RIFIFI — THE CRITERION COLLECTION
Groupthink doesn't live here, critical thought does.
This ad-free website is dedicated to Agnès Varda and to Luis Buñuel.
Get cool rewards when you click on the button to pledge your support through Patreon. Thanks a lot pal! Your generosity keeps the reviews coming!
However much associated as a classic film noir, Jules Dassin’s adaptation of Auguste Le Breton’s pulp novel serves more accurately as the premiere caper film. John Huston’s “The Asphalt Jungle” (1950) was a telling precursor to “Rififi,” but Dassin’s unforgettable centerpiece safecracking sequence — devoid of any music or dialogue — gave birth to a new subgenre of movies, the heist film.
The Paris-set “Rififi” still serves as inspiration for just about every modern assemble-the-team caper movie you can name, “Reservoir Dogs” and “Oceans Eleven” included.
Its distributors abbreviated the film’s original slang-referencing title ”Du Rififi Chez les Hommes” (roughly translates as ‘some trouble between men’).
The shorter designation is stylishly delineated during a cabaret performance at a gangster-operated nightclub called L’Age d’Or; the Luis Buñuel film title reference comes from the film’s art director Alexandre Trauner who worked with the surrealist filmmaker on the 1930 masterpiece. The club’s resident chanteuse Viviane (Magali Noël) sings the title song “Rififi” as an ode to the “rough and tumble” underground lifestyle where “streetwise guys” in fedoras are just as likely to fire a “rod” as light up a smoke.
The underground joint provides a central meeting place for the aging Tony (played by the rugged Jean Servias), an ex-con recently released after a five-year stretch, to meet up with his fellow accomplices in preparation for the jewelry heist they are planning at Mappin & Webb, a real-life jewelry store on the Rue de Rivoli. The filmmakers put the audience in the middle of the action.
Jules Dassin’s seemingly French name — he was Russian Jewish — may have fooled some audiences into believing he was making films from his mother country, but this was not the case.
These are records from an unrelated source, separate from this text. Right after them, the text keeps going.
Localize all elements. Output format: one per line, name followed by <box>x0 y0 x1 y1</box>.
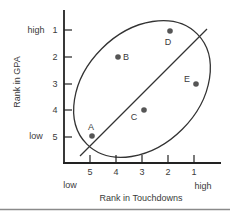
x-axis-title: Rank in Touchdowns <box>100 193 183 203</box>
svg-text:D: D <box>165 37 172 47</box>
svg-text:1: 1 <box>191 167 196 177</box>
y-ticks <box>64 30 72 137</box>
svg-text:E: E <box>184 74 190 84</box>
y-tick-labels: 1 2 3 4 5 <box>52 25 57 142</box>
y-axis-title: Rank in GPA <box>12 56 22 107</box>
y-low-label: low <box>29 131 43 141</box>
point-d: D <box>165 28 173 47</box>
point-e: E <box>184 74 199 87</box>
svg-text:4: 4 <box>113 167 118 177</box>
x-high-label: high <box>194 181 211 191</box>
trend-line <box>80 29 207 156</box>
svg-text:C: C <box>131 112 138 122</box>
enclosing-ellipse <box>47 0 230 184</box>
svg-text:3: 3 <box>52 79 57 89</box>
svg-text:A: A <box>88 122 94 132</box>
x-ticks <box>90 155 194 163</box>
point-b: B <box>115 52 129 62</box>
scatter-diagram: 1 2 3 4 5 5 4 3 2 1 high low low high Ra… <box>0 0 230 213</box>
x-tick-labels: 5 4 3 2 1 <box>87 167 196 177</box>
svg-text:5: 5 <box>87 167 92 177</box>
x-low-label: low <box>63 180 77 190</box>
svg-text:1: 1 <box>52 25 57 35</box>
point-a: A <box>88 122 95 139</box>
y-high-label: high <box>27 25 44 35</box>
svg-text:5: 5 <box>52 132 57 142</box>
svg-text:3: 3 <box>139 167 144 177</box>
point-c: C <box>131 107 147 122</box>
svg-text:2: 2 <box>52 52 57 62</box>
svg-text:2: 2 <box>165 167 170 177</box>
svg-text:B: B <box>123 52 129 62</box>
svg-text:4: 4 <box>52 105 57 115</box>
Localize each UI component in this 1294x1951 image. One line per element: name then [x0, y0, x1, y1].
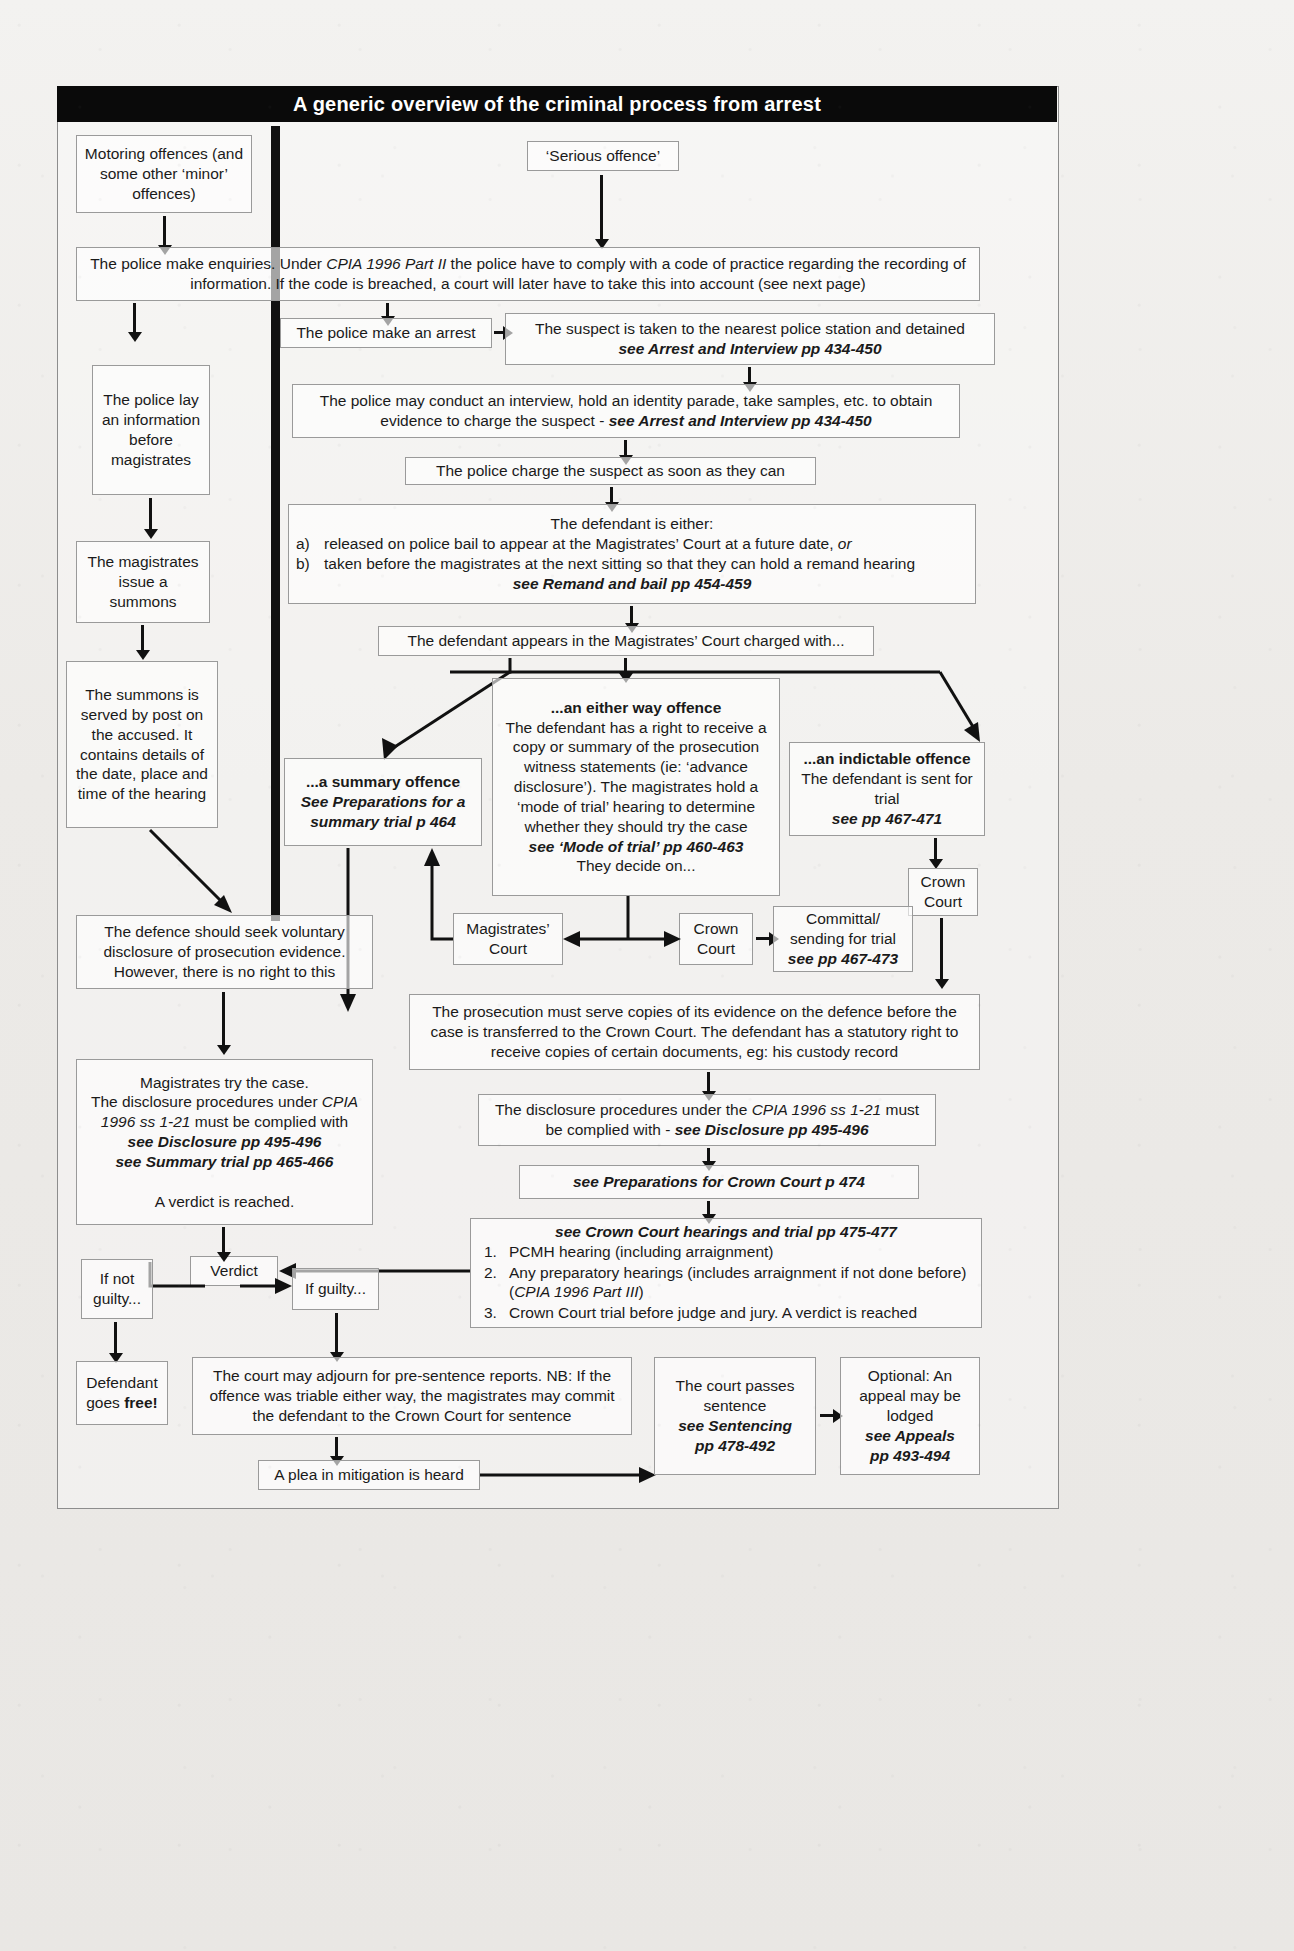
- node-defendant-is-either: The defendant is either: a) released on …: [288, 504, 976, 604]
- either-option-b: b) taken before the magistrates at the n…: [296, 554, 968, 574]
- node-crown-court-hearings: see Crown Court hearings and trial pp 47…: [470, 1218, 982, 1328]
- arrow-mags-to-verdict: [222, 1227, 225, 1253]
- either-option-a: a) released on police bail to appear at …: [296, 534, 968, 554]
- node-court-passes-sentence: The court passes sentence see Sentencing…: [654, 1357, 816, 1475]
- arrow-lay-to-summons: [149, 498, 152, 530]
- node-police-lay-information: The police lay an information before mag…: [92, 365, 210, 495]
- arrow-interview-to-charge: [624, 440, 627, 456]
- chart-title-bar: A generic overview of the criminal proce…: [57, 86, 1057, 122]
- node-summons-served: The summons is served by post on the acc…: [66, 661, 218, 828]
- node-summary-offence: ...a summary offence See Preparations fo…: [284, 758, 482, 846]
- arrow-arrest-to-suspect: [494, 331, 504, 334]
- node-if-not-guilty: If not guilty...: [81, 1259, 153, 1319]
- arrow-sentence-to-appeal: [820, 1414, 834, 1417]
- arrow-enquiries-to-lay-information: [133, 303, 136, 333]
- arrow-defence-to-mags-try: [222, 992, 225, 1046]
- node-police-interview: The police may conduct an interview, hol…: [292, 384, 960, 438]
- arrow-motoring-to-enquiries: [163, 216, 166, 246]
- arrow-crown-to-committal: [756, 937, 770, 940]
- arrow-charge-to-either: [610, 487, 613, 503]
- arrow-summons-to-served: [141, 625, 144, 651]
- node-disclosure-crown-court: The disclosure procedures under the CPIA…: [478, 1094, 936, 1146]
- node-police-make-arrest: The police make an arrest: [280, 318, 492, 348]
- arrow-enquiries-to-arrest: [386, 303, 389, 317]
- arrow-guilty-to-adjourn: [335, 1313, 338, 1353]
- cc-list-item-2: 2. Any preparatory hearings (includes ar…: [484, 1263, 980, 1303]
- cc-list-item-1: 1. PCMH hearing (including arraignment): [484, 1242, 980, 1262]
- node-crown-court-right: Crown Court: [908, 868, 978, 916]
- cc-list-item-3: 3. Crown Court trial before judge and ju…: [484, 1303, 980, 1323]
- arrow-indictable-to-crown: [934, 838, 937, 860]
- vertical-divider: [271, 126, 280, 921]
- node-either-way-offence: ...an either way offence The defendant h…: [492, 678, 780, 896]
- node-defence-voluntary-disclosure: The defence should seek voluntary disclo…: [76, 915, 373, 989]
- arrow-prosecution-to-disclosure: [707, 1072, 710, 1092]
- page-title: A generic overview of the criminal proce…: [293, 93, 821, 116]
- arrow-crown-right-down: [940, 918, 943, 980]
- node-magistrates-try-case: Magistrates try the case. The disclosure…: [76, 1059, 373, 1225]
- page-canvas: A generic overview of the criminal proce…: [0, 0, 1294, 1951]
- node-police-enquiries: The police make enquiries. Under CPIA 19…: [76, 247, 980, 301]
- node-motoring-offences: Motoring offences (and some other ‘minor…: [76, 135, 252, 213]
- arrow-appears-to-eitherway: [624, 658, 627, 674]
- arrow-not-guilty-to-free: [114, 1322, 117, 1354]
- node-crown-court-mid: Crown Court: [679, 913, 753, 965]
- node-court-adjourn: The court may adjourn for pre-sentence r…: [192, 1357, 632, 1435]
- arrow-serious-to-enquiries: [600, 175, 603, 240]
- arrow-prep-to-hearings: [707, 1201, 710, 1215]
- node-defendant-appears: The defendant appears in the Magistrates…: [378, 626, 874, 656]
- node-serious-offence: ‘Serious offence’: [527, 141, 679, 171]
- arrow-disclosure-to-prep: [707, 1148, 710, 1162]
- node-suspect-taken: The suspect is taken to the nearest poli…: [505, 313, 995, 365]
- node-prep-crown-court: see Preparations for Crown Court p 474: [519, 1165, 919, 1199]
- node-indictable-offence: ...an indictable offence The defendant i…: [789, 742, 985, 836]
- node-police-charge: The police charge the suspect as soon as…: [405, 457, 816, 485]
- node-defendant-goes-free: Defendant goes free!: [76, 1361, 168, 1425]
- node-verdict: Verdict: [190, 1256, 278, 1286]
- arrow-adjourn-to-mitigation: [335, 1437, 338, 1457]
- node-magistrates-issue-summons: The magistrates issue a summons: [76, 541, 210, 623]
- node-prosecution-serve-copies: The prosecution must serve copies of its…: [409, 994, 980, 1070]
- node-optional-appeal: Optional: An appeal may be lodged see Ap…: [840, 1357, 980, 1475]
- node-if-guilty: If guilty...: [292, 1268, 379, 1310]
- node-plea-mitigation: A plea in mitigation is heard: [258, 1460, 480, 1490]
- node-magistrates-court: Magistrates’ Court: [453, 913, 563, 965]
- arrow-suspect-to-interview: [748, 367, 751, 383]
- node-committal: Committal/ sending for trial see pp 467-…: [773, 906, 913, 972]
- arrow-either-to-appears: [630, 606, 633, 624]
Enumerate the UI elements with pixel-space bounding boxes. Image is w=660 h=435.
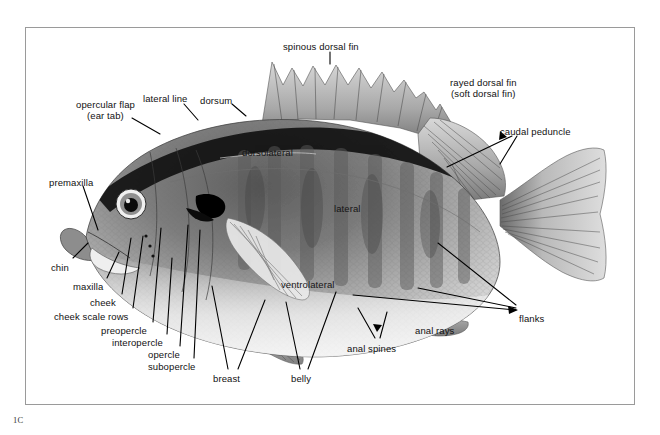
label-ventrolateral: ventrolateral xyxy=(281,279,335,290)
figure-root: spinous dorsal finrayed dorsal fin (soft… xyxy=(0,0,660,435)
label-premaxilla: premaxilla xyxy=(49,177,93,188)
label-opercular-flap: opercular flap (ear tab) xyxy=(76,99,135,121)
label-breast: breast xyxy=(213,373,240,384)
label-lateral-line: lateral line xyxy=(143,93,188,104)
label-interopercle: interopercle xyxy=(112,337,163,348)
label-dorsum: dorsum xyxy=(200,95,232,106)
label-dorsolateral: dorsolateral xyxy=(242,147,293,158)
label-opercle: opercle xyxy=(148,349,180,360)
plate-id: 1C xyxy=(13,415,24,425)
label-maxilla: maxilla xyxy=(73,281,103,292)
label-cheek: cheek xyxy=(90,297,116,308)
label-cheek-scale-rows: cheek scale rows xyxy=(54,311,128,322)
label-subopercle: subopercle xyxy=(148,361,195,372)
label-rayed-dorsal-fin: rayed dorsal fin (soft dorsal fin) xyxy=(450,77,517,99)
label-lateral: lateral xyxy=(334,203,361,214)
label-flanks: flanks xyxy=(519,313,544,324)
label-belly: belly xyxy=(291,373,311,384)
label-layer: spinous dorsal finrayed dorsal fin (soft… xyxy=(0,0,660,435)
label-anal-rays: anal rays xyxy=(415,325,454,336)
label-spinous-dorsal-fin: spinous dorsal fin xyxy=(283,41,359,52)
label-caudal-peduncle: caudal peduncle xyxy=(500,126,571,137)
label-preopercle: preopercle xyxy=(101,325,147,336)
label-chin: chin xyxy=(51,262,69,273)
label-anal-spines: anal spines xyxy=(347,343,396,354)
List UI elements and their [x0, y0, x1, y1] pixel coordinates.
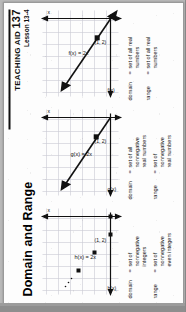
axis-label-x: x: [47, 206, 50, 212]
domain-row: domain = set of nonnegative integers: [126, 204, 147, 298]
header: TEACHING AID 137 Lesson 13-4: [9, 9, 29, 159]
graph-scatter: h(x) x h(x) = 2x (1, 2): [38, 204, 124, 298]
point-label-f: (1, 2): [94, 38, 106, 44]
range-value: set of nonnegative even integers: [151, 204, 172, 266]
panel-ray: g(x) x g(x) = 2x (1, 2) domain = set of …: [38, 105, 178, 199]
domain-value: set of nonnegative integers: [126, 204, 147, 266]
point-label-h: (1, 2): [94, 236, 106, 242]
axis-label-y-f: f(x): [107, 86, 115, 92]
domain-row: domain = set of all real numbers: [126, 6, 140, 100]
range-equals: =: [151, 266, 172, 272]
function-label-h: h(x) = 2x: [74, 253, 96, 259]
graph-line: f(x) x f(x) = 2x (1, 2): [38, 6, 124, 100]
range-equals: =: [144, 68, 158, 74]
range-row: range = set of nonnegative even integers: [151, 204, 172, 298]
domain-label: domain: [126, 173, 147, 199]
range-row: range = set of nonnegative real numbers: [151, 105, 172, 199]
worksheet-content-rotated: TEACHING AID 137 Lesson 13-4 Domain and …: [4, 3, 183, 303]
teaching-aid-line: TEACHING AID 137: [9, 9, 21, 159]
axis-label-x: x: [47, 8, 50, 14]
range-row: range = set of all real numbers: [144, 6, 158, 100]
range-label: range: [144, 74, 158, 100]
panel-scatter: h(x) x h(x) = 2x (1, 2) domain = set of …: [38, 204, 178, 298]
domain-label: domain: [126, 74, 140, 100]
description-ray: domain = set of all nonnegative real num…: [126, 105, 176, 199]
domain-equals: =: [126, 167, 147, 173]
scan-bottom-strip-dark: [0, 306, 185, 312]
lesson-label: Lesson 13-4: [22, 9, 29, 159]
domain-value: set of all real numbers: [126, 6, 140, 68]
worksheet-sheet: TEACHING AID 137 Lesson 13-4 Domain and …: [3, 2, 184, 304]
domain-equals: =: [126, 68, 140, 74]
teaching-aid-label: TEACHING AID: [12, 30, 21, 90]
domain-equals: =: [126, 266, 147, 272]
page-root: TEACHING AID 137 Lesson 13-4 Domain and …: [0, 0, 185, 312]
axis-label-y-h: h(x): [107, 284, 116, 290]
function-label-g: g(x) = 2x: [70, 150, 92, 156]
description-scatter: domain = set of nonnegative integers ran…: [126, 204, 176, 298]
function-label-f: f(x) = 2x: [68, 49, 88, 55]
axis-label-x: x: [47, 107, 50, 113]
point-label-g: (1, 2): [94, 137, 106, 143]
range-label: range: [151, 173, 172, 199]
panels-container: h(x) x h(x) = 2x (1, 2) domain = set of …: [38, 6, 178, 298]
page-title: Domain and Range: [20, 181, 34, 296]
teaching-aid-number: 137: [9, 9, 21, 28]
domain-value: set of all nonnegative real numbers: [126, 105, 147, 167]
range-value: set of all real numbers: [144, 6, 158, 68]
axis-label-y-g: g(x): [107, 185, 116, 191]
domain-label: domain: [126, 272, 147, 298]
graph-ray: g(x) x g(x) = 2x (1, 2): [38, 105, 124, 199]
range-label: range: [151, 272, 172, 298]
description-line: domain = set of all real numbers range =…: [126, 6, 162, 100]
panel-line: f(x) x f(x) = 2x (1, 2) domain = set of …: [38, 6, 178, 100]
range-equals: =: [151, 167, 172, 173]
domain-row: domain = set of all nonnegative real num…: [126, 105, 147, 199]
range-value: set of nonnegative real numbers: [151, 105, 172, 167]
Having been named as a Communist during a House on Un-American Activities hearing in 1948, the Connecticut-born Dassin hadn’t worked in film since being kicked off of directing “Night and the City” in 1950. At the time Dassin had nearly a dozen American movies under his belt, including such respected noir films as “Brute Force” and “The Naked City.” After stumbling around Europe for a couple of wayward years — he had been kicked out of Italy — film producer Henri Bérard gave Dassin the opportunity to adapt “Rififi.”
Jules Dassin’s status as an exiled victim of the Hollywood Blacklist informs the movie in a myriad of subtle ways. Honor among thieves is the thematic through line that underpins the action, and allows Dassin to comment judiciously on the toxic nature of America’s toxic social atmosphere.
“Rififi’s” criminal anti-heroes are made up of outliers who, like Dassin, are struggling to squeak out a living in a foreign land. The gang members have names with an attribution that separates him from the local Parisian culture. Jo le Suedois (or "the Swede") is the father of Tony’s godson, and the thief Tony went to jail to protect. Tony is referred to as “le Stéphanois,” an allusion to the Saint-Étienne region of eastern central France from which he hails.
Acting under the pseudonym Perlo Vita, Dassin himself plays Cesar le Milanais, the gang’s well-dressed safecracker whose secret theft of a diamond ring during the robbery inadvertently tips off a rival gang.
Tony has the pitiless task of imposing justice against Caesar for his imprudence. In the scene, Dassin plays a humble version of his fellow filmmakers who testified against him at the HUAC hearings. He embodies their frail humanity with a compassionate understanding of their transgression, and accepts the punishment that only his film’s protagonist can deliver.